Celia barely made it out of the farmhouse without having to have breakfast first. “Riley, I really have to go.” She kept looking at the housekeeper who had a sour look on her face. He didn’t seem to care as he had his arms around her, his hands locked over her ass.

“You can’t work on an empty stomach, baby.” Her heart jumped when he called her that, and she got all soft and melting. But as she found herself being drawn in, she pulled back; the man is lethal. “I’ll grab something on the way in; I really have to go.”

She wouldn’t say he pouted, but he didn’t look too pleased. She guessed she could understand where he was coming from this was supposed to be her day off after all, and it would’ve been the first they’d spent together.

“Besides, I need to take care of your sore pussy. I saw the way you walked down those stairs.” Her face went up in flames, and she took a quick look at the housekeeper to make sure the other woman hadn’t heard even though he’d whispered it in her ear.

“Riley!” She admonished with a playful slap to his shoulder.

“Maybe you can come home for lunch, and I’ll lick it all better.” He nibbled on her neck, making her giggle like a schoolgirl.

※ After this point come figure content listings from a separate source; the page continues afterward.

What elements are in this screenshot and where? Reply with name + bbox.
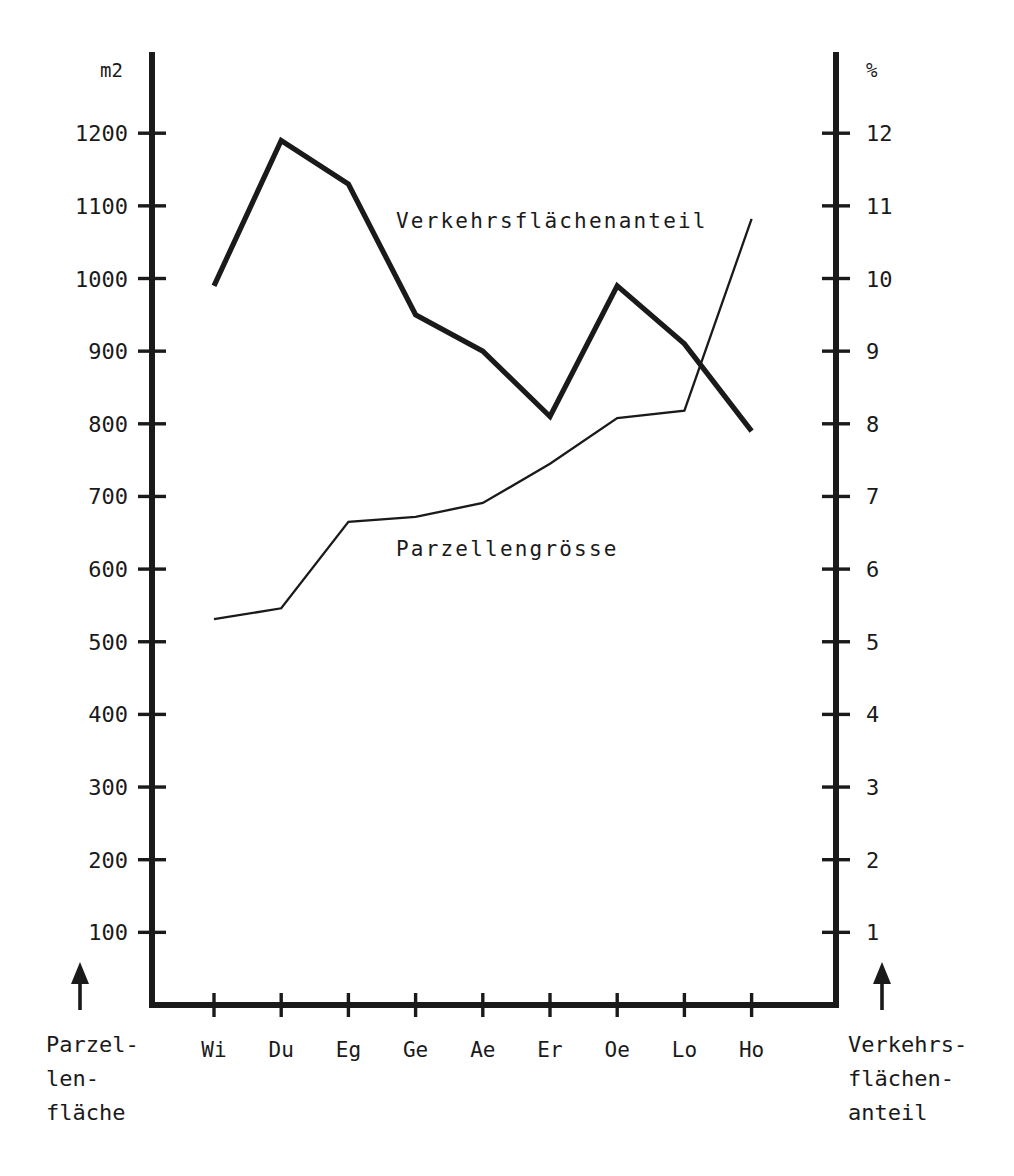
x-axis-category-label-oe: Oe	[605, 1038, 630, 1062]
left-axis-tick-label: 1100	[75, 194, 128, 219]
left-axis: 100200300400500600700800900100011001200 …	[75, 55, 166, 1005]
annotation-parzellengroesse: Parzellengrösse	[396, 537, 619, 561]
right-corner-label-group: Verkehrs- flächen- anteil	[848, 962, 967, 1125]
left-axis-tick-label: 700	[88, 484, 128, 509]
right-axis-tick-label: 2	[866, 848, 879, 873]
left-axis-tick-label: 300	[88, 775, 128, 800]
x-axis-category-label-du: Du	[269, 1038, 294, 1062]
left-axis-tick-label: 600	[88, 557, 128, 582]
right-axis-tick-label: 5	[866, 630, 879, 655]
right-axis-tick-label: 6	[866, 557, 879, 582]
left-corner-label-line1: Parzel-	[46, 1032, 139, 1057]
right-axis-tick-label: 3	[866, 775, 879, 800]
left-axis-tick-label: 100	[88, 920, 128, 945]
series-annotations: Verkehrsflächenanteil Parzellengrösse	[396, 209, 708, 561]
arrow-up-icon-right	[873, 962, 891, 1010]
x-axis: WiDuEgGeAeErOeLoHo	[152, 993, 836, 1062]
left-axis-tick-label: 800	[88, 412, 128, 437]
right-corner-label-line3: anteil	[848, 1100, 927, 1125]
right-axis-tick-label: 11	[866, 194, 893, 219]
series-line-verkehrsflaechenanteil	[214, 141, 752, 432]
chart-canvas: 100200300400500600700800900100011001200 …	[0, 0, 1014, 1176]
x-axis-category-labels: WiDuEgGeAeErOeLoHo	[201, 1038, 764, 1062]
left-axis-tick-label: 1000	[75, 267, 128, 292]
arrow-up-icon-left	[71, 962, 89, 1010]
x-axis-category-label-ho: Ho	[739, 1038, 764, 1062]
left-corner-label-line2: len-	[46, 1066, 99, 1091]
right-axis: 123456789101112 %	[822, 55, 893, 1005]
right-axis-tick-label: 4	[866, 702, 879, 727]
left-axis-tick-label: 1200	[75, 121, 128, 146]
right-corner-label-line1: Verkehrs-	[848, 1032, 967, 1057]
x-axis-category-label-lo: Lo	[672, 1038, 697, 1062]
right-axis-tick-label: 9	[866, 339, 879, 364]
x-axis-category-label-ae: Ae	[470, 1038, 495, 1062]
x-axis-category-label-eg: Eg	[336, 1038, 361, 1062]
right-corner-label-line2: flächen-	[848, 1066, 954, 1091]
left-axis-tick-label: 400	[88, 702, 128, 727]
left-corner-label-group: Parzel- len- fläche	[46, 962, 139, 1125]
right-axis-tick-label: 8	[866, 412, 879, 437]
chart-container: 100200300400500600700800900100011001200 …	[0, 0, 1014, 1176]
right-axis-unit: %	[866, 59, 878, 81]
right-axis-tick-label: 10	[866, 267, 893, 292]
left-axis-tick-label: 200	[88, 848, 128, 873]
left-axis-tick-label: 900	[88, 339, 128, 364]
right-axis-tick-label: 12	[866, 121, 893, 146]
x-axis-category-label-er: Er	[537, 1038, 562, 1062]
x-axis-category-label-ge: Ge	[403, 1038, 428, 1062]
left-corner-label-line3: fläche	[46, 1100, 125, 1125]
right-axis-tick-labels: 123456789101112	[866, 121, 893, 945]
x-axis-category-label-wi: Wi	[201, 1038, 226, 1062]
left-axis-tick-labels: 100200300400500600700800900100011001200	[75, 121, 128, 945]
left-axis-tick-label: 500	[88, 630, 128, 655]
right-axis-tick-label: 7	[866, 484, 879, 509]
annotation-verkehrsflaechenanteil: Verkehrsflächenanteil	[396, 209, 708, 233]
left-axis-unit: m2	[100, 59, 123, 81]
right-axis-tick-label: 1	[866, 920, 879, 945]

“I doubt I’ll be having lunch today; there’ll probably be no time. And on that note, I really have to be going.”

She said this as her arms went around his neck and she pulled him down for a long lingering kiss to tide him over until she could get back to him. Celia loved that he was reluctant to let her go.

After the night they’d shared, she needed all the reassurance she could get. She wasn’t too good at this sex thing, but the way he was acting this morning told her that she’d been more than good enough. Not to mention the number of times he’d turned to her throughout the night. Her face blushed with the memory.

She was finally able to extricate herself from his grasp and was smiling like an idiot five minutes later when she drove down his driveway with the thermos of coffee he’d shoved into her hand before she walked out the door.

“I want you back here tonight when you’re done.” Those were the last words he said before letting her go, not giving a care to the older woman who was bustling around the room behind them.

By the time she reached the end of the driveway, she was in detective mode. Grabbing her earpiece, she put a call into her partner office Pete Bailey letting him know her ETA and to make sure crime tech was en route.

She felt just a little bit self-conscious as she approached the scene, wondering as everyone turned to look at her if they knew what she’d been up to the night before. But she breathed a sigh of relief when it was business as usual.

She did a walkthrough of the area surrounding the body before going to stand over the body of the woman who had been staked out on top of a hilly incline that was just off the main road heading into town.

“They really did a number on her, huh.”

“And then some. It doesn’t look like she put up much of a fight, no defensive wounds.” Office Bailey was getting good at shit for someone who’d only handled one murder case so far.

But she had seen him reading up on crime scenes the last couple of weeks, and he was showing more of an interest now that the job entailed more than rescuing cats from trees. She knew the fact that the town’s people were treating them both like local heroes had a lot to do with his new work acumen.

“Is that her car?” She pointed to the abandoned vehicle with the door still open, keys in the ignition. A closer look showed a slight scraping against the back bumper, and she figured that’s how the assailant got her to stop.

“Look here, Pete.” She pointed it out to him. It looks like whoever it is ran into her first, then she got out, the person attacked her. Maybe she was incapacitated in some way. That’s why there’re no defensive wounds on her arms. Maybe the ME will be able to answer that question for us later.”

She walked back over to the body as the crime scene techs, some of whom were working on their second murder themselves, were taking pictures and gathering up the evidence. “Do we know who called it in?”

Office Bailey looked at his notes and shook his head. “No name and dispatch couldn’t say if it was a man or a woman.” She furrowed her brow at that but said nothing as she got down in a crouch next to the body.